Seventy-year-old David Birch never imagined he could return to the former concentration camp where he lived as a kid some 60 years ago. And he never thought he would meet his old friends from the camp.
"I prayed to God that someday before I die I could come back to China, and here I am," the retired cinema doorman said. "My heart is full."
Yesterday, nearly 70 elderly survivors of the Weishien concentration camp and their family gathered at the former camp site in Weifang City, eastern Shandong Province, to celebrate the 60th anniversary of the camp's liberation.
The site is now in the compound of a local middle school and a hospital nearby. Most of the internees' dormitories have been torn down, and only a handful of Japanese officials' buildings remain.
It used to be a missionary compound named "The Courtyard of the Happy Way" before the Japanese army turned it into a concentration camp, where 2,008 men, women, and children were herded together by the intruders between 1942 and 1945.

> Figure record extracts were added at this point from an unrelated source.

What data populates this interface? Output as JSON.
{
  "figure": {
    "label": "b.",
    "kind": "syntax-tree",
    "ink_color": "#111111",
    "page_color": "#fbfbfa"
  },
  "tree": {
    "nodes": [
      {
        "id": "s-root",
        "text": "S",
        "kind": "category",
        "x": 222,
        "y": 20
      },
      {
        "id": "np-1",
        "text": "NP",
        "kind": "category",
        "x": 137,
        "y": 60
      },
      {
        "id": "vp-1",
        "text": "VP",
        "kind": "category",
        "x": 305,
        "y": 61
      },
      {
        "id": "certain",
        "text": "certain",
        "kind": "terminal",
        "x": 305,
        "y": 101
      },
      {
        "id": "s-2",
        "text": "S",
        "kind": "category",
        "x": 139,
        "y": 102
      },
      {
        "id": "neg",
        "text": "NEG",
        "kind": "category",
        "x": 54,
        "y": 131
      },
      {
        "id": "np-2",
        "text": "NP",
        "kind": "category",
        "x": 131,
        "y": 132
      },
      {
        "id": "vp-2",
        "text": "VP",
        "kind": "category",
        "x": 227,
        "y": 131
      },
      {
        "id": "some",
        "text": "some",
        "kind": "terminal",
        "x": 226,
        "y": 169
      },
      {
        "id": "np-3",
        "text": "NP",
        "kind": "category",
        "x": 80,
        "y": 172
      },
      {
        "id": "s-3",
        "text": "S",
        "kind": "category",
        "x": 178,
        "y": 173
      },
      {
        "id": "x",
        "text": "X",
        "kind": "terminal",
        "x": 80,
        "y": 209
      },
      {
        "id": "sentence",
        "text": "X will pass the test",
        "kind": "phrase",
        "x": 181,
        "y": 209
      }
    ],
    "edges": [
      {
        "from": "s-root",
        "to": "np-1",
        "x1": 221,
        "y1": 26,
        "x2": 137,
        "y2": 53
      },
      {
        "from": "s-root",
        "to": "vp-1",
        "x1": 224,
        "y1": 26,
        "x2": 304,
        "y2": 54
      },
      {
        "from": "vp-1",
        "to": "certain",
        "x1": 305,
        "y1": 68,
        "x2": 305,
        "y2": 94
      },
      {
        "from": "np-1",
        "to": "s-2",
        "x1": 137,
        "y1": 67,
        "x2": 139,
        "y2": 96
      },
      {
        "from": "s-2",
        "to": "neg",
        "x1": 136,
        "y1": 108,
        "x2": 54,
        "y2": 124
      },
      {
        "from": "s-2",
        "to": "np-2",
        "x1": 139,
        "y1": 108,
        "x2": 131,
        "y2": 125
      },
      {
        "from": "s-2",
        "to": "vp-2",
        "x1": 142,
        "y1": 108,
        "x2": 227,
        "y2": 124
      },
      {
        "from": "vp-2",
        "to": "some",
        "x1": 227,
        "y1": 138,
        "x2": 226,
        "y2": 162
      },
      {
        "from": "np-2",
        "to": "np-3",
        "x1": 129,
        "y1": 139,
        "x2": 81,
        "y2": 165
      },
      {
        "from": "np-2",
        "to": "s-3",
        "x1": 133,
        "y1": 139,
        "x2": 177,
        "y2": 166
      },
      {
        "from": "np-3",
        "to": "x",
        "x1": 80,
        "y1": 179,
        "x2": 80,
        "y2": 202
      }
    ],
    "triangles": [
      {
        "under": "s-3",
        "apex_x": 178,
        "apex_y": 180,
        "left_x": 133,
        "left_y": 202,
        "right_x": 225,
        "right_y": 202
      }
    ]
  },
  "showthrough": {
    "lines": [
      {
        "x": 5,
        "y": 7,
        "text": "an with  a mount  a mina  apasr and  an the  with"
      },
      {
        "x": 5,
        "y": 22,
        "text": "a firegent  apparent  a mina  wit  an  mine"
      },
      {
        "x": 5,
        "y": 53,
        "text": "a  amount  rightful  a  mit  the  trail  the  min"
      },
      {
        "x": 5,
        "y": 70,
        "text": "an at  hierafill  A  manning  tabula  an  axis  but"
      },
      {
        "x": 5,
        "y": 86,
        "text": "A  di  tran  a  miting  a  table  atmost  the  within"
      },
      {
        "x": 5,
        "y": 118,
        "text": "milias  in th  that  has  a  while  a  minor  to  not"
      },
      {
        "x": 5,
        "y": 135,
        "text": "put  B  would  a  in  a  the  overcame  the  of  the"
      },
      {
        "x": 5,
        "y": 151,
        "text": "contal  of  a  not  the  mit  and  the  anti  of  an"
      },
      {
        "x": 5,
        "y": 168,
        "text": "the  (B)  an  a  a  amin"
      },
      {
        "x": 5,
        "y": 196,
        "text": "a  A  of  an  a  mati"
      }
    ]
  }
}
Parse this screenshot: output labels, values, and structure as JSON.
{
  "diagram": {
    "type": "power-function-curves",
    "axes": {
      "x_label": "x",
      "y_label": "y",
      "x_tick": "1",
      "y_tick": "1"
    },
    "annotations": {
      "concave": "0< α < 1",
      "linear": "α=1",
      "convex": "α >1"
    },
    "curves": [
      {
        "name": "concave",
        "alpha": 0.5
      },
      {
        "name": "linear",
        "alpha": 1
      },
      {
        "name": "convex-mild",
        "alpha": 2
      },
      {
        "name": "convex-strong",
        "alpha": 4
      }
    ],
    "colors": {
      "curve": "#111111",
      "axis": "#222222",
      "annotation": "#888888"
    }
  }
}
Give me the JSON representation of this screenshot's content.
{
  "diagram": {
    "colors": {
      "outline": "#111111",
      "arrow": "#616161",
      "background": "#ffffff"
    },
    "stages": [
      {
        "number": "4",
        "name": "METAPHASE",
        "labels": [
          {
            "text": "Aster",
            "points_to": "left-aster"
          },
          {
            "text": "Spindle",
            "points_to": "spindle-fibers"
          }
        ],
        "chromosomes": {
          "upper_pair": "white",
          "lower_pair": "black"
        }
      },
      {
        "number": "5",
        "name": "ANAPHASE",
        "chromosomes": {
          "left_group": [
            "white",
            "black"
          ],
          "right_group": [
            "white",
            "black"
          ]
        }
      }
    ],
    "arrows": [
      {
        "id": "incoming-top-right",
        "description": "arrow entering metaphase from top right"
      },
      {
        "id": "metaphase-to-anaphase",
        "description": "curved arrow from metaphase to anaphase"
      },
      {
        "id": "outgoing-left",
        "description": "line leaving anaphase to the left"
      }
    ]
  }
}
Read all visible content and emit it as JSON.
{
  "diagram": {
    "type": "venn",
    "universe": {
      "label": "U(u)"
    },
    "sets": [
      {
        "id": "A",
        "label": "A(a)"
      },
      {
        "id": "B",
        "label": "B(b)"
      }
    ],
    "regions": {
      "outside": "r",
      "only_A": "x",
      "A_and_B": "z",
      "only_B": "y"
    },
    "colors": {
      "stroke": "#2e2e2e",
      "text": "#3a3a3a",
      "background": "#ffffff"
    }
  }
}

Most of the adult internees have since died, including R Jaegher, former adviser to KMT president Chiang Kai-shek, Eric Linddell, the 400-meter champion at the 1924 Olympics, and Arthur Hummel, who was the American ambassador to China in the 1980s.

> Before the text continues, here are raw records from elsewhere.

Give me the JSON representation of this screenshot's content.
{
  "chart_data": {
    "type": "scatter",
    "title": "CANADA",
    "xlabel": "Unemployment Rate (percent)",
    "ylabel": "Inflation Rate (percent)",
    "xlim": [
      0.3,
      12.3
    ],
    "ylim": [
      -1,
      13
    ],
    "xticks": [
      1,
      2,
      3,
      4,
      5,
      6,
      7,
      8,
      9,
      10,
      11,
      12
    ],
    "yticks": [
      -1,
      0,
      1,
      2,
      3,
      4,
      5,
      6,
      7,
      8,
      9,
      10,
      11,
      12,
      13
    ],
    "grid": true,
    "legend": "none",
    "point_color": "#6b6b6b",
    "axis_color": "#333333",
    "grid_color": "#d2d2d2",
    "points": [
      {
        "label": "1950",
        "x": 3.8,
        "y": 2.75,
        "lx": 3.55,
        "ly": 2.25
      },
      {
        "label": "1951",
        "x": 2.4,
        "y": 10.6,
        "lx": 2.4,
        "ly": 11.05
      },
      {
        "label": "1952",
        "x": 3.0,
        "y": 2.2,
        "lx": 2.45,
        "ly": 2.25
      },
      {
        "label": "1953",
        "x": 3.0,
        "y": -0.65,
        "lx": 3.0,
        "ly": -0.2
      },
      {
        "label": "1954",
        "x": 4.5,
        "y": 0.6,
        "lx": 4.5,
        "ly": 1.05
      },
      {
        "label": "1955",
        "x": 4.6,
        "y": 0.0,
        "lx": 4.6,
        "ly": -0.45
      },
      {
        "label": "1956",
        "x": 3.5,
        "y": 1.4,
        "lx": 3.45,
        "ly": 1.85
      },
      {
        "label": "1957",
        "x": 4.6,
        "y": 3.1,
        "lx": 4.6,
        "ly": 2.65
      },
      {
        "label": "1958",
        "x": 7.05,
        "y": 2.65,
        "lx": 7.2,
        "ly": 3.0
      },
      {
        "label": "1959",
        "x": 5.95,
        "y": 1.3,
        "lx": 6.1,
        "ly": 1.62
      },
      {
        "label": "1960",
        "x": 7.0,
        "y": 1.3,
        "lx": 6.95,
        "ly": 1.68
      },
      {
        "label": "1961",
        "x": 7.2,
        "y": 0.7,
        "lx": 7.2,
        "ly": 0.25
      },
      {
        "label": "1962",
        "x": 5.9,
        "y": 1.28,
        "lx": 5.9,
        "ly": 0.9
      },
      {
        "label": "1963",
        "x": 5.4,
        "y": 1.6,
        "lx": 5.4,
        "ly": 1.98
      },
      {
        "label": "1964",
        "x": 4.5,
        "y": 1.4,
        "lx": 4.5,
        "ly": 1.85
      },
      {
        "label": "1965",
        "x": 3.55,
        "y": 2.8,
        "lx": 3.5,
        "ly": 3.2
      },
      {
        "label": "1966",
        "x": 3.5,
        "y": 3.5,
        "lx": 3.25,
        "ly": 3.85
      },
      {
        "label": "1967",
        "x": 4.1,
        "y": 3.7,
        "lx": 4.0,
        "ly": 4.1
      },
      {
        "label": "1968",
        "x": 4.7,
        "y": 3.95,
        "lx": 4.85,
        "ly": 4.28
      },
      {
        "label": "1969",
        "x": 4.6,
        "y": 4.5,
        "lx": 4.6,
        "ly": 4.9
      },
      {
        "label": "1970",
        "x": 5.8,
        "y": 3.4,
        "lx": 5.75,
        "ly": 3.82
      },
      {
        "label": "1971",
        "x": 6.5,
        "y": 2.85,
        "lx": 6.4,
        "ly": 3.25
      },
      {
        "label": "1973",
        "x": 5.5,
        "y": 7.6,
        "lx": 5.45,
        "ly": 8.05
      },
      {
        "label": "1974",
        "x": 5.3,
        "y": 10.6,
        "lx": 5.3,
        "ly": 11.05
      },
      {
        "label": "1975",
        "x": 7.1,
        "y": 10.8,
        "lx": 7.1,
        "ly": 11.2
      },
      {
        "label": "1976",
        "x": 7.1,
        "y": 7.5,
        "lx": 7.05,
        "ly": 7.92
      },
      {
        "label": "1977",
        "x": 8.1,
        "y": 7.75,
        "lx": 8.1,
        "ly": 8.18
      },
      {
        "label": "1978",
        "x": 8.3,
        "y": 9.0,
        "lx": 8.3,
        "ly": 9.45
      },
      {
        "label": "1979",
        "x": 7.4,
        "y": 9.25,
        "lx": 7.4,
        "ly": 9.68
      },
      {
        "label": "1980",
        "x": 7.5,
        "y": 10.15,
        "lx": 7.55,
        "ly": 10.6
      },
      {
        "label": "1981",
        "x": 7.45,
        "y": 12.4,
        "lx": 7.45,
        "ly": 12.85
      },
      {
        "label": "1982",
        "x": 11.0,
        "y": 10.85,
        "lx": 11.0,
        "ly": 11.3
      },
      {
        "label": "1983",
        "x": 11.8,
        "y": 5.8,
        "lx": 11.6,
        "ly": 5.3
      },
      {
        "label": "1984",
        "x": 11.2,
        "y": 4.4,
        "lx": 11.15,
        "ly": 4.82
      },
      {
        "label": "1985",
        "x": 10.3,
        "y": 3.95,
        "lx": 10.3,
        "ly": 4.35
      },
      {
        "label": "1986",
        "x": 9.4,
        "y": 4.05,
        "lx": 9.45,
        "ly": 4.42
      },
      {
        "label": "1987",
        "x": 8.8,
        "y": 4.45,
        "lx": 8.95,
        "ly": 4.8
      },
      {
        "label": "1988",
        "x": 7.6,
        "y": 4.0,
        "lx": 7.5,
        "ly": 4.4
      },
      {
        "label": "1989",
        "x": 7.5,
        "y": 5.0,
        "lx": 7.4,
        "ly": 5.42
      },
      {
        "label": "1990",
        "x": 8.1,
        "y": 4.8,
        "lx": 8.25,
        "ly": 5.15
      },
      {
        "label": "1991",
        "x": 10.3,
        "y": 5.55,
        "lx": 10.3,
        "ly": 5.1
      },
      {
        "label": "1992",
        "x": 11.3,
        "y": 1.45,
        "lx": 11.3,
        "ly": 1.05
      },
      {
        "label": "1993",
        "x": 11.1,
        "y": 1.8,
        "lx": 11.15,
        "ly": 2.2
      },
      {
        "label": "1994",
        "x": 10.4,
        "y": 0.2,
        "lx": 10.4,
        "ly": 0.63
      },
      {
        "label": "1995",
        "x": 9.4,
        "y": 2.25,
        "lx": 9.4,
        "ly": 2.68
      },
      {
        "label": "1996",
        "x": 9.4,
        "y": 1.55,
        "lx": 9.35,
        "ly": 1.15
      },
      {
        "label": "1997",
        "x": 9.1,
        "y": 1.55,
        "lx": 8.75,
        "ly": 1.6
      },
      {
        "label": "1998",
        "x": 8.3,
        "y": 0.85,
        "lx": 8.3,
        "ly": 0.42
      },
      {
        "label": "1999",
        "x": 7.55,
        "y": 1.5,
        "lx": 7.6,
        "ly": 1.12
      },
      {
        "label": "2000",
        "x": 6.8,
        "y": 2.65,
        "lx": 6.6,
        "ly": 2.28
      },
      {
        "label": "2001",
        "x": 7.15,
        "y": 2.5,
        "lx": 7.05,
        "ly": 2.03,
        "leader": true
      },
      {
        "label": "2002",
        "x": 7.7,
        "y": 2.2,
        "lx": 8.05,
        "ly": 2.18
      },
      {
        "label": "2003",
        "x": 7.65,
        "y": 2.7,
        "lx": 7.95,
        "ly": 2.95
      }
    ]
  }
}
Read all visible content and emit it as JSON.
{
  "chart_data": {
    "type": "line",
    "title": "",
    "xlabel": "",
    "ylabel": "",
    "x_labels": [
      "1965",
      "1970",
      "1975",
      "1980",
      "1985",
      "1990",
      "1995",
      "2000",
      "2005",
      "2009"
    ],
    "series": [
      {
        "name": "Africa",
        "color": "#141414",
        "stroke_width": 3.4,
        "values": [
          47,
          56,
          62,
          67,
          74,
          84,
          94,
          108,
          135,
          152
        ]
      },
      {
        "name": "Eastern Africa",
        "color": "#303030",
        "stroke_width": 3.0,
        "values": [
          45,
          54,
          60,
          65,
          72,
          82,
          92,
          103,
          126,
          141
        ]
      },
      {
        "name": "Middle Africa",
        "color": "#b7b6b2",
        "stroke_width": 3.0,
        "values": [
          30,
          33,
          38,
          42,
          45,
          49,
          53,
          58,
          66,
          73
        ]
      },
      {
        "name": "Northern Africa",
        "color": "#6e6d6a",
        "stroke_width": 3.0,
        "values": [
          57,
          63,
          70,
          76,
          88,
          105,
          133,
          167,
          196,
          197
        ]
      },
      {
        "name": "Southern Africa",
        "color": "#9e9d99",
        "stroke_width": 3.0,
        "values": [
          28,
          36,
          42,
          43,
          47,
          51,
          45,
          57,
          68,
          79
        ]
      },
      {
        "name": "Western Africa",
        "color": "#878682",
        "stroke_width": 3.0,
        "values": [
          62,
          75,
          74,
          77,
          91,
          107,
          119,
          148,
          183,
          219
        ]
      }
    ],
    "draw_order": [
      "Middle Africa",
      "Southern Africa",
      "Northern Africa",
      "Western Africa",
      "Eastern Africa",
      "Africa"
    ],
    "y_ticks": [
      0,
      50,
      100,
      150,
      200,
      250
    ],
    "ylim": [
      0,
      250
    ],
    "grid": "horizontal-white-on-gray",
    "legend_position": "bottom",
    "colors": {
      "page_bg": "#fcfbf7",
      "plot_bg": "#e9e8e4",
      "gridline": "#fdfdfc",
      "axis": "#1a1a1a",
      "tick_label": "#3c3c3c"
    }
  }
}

All the survivors returning to Weifang were children internees at the time. Many of them brought their family members, hoping that their special experience can pass down for generations.
"I remember on August 17, 1945, the American flights came and rescued us," David said. "That was the most exciting day in my life. We were all dancing and singing, running out of the camp."
"I remember that day; we were all crazy," said 77-year-old Australian writer Joyce Bradbury. She was moved to tears when she saw the former camp building and the hundreds of middle school students lining up along the road, applauding their return.
Joyce said she was nine when the Japanese brought her to the camp. They were crammed in small houses, given scarce food, and forced to do labor when they reached 14.
"One time a horse died and the Japanese guards let it decompose until worms grew on it and then fed us with its meat," she shuddered.
But most of the internees said the guards treated them carefully, without the savagery that they showed to the Chinese. No one knew exactly how many people died in the camp but the number was small, they said.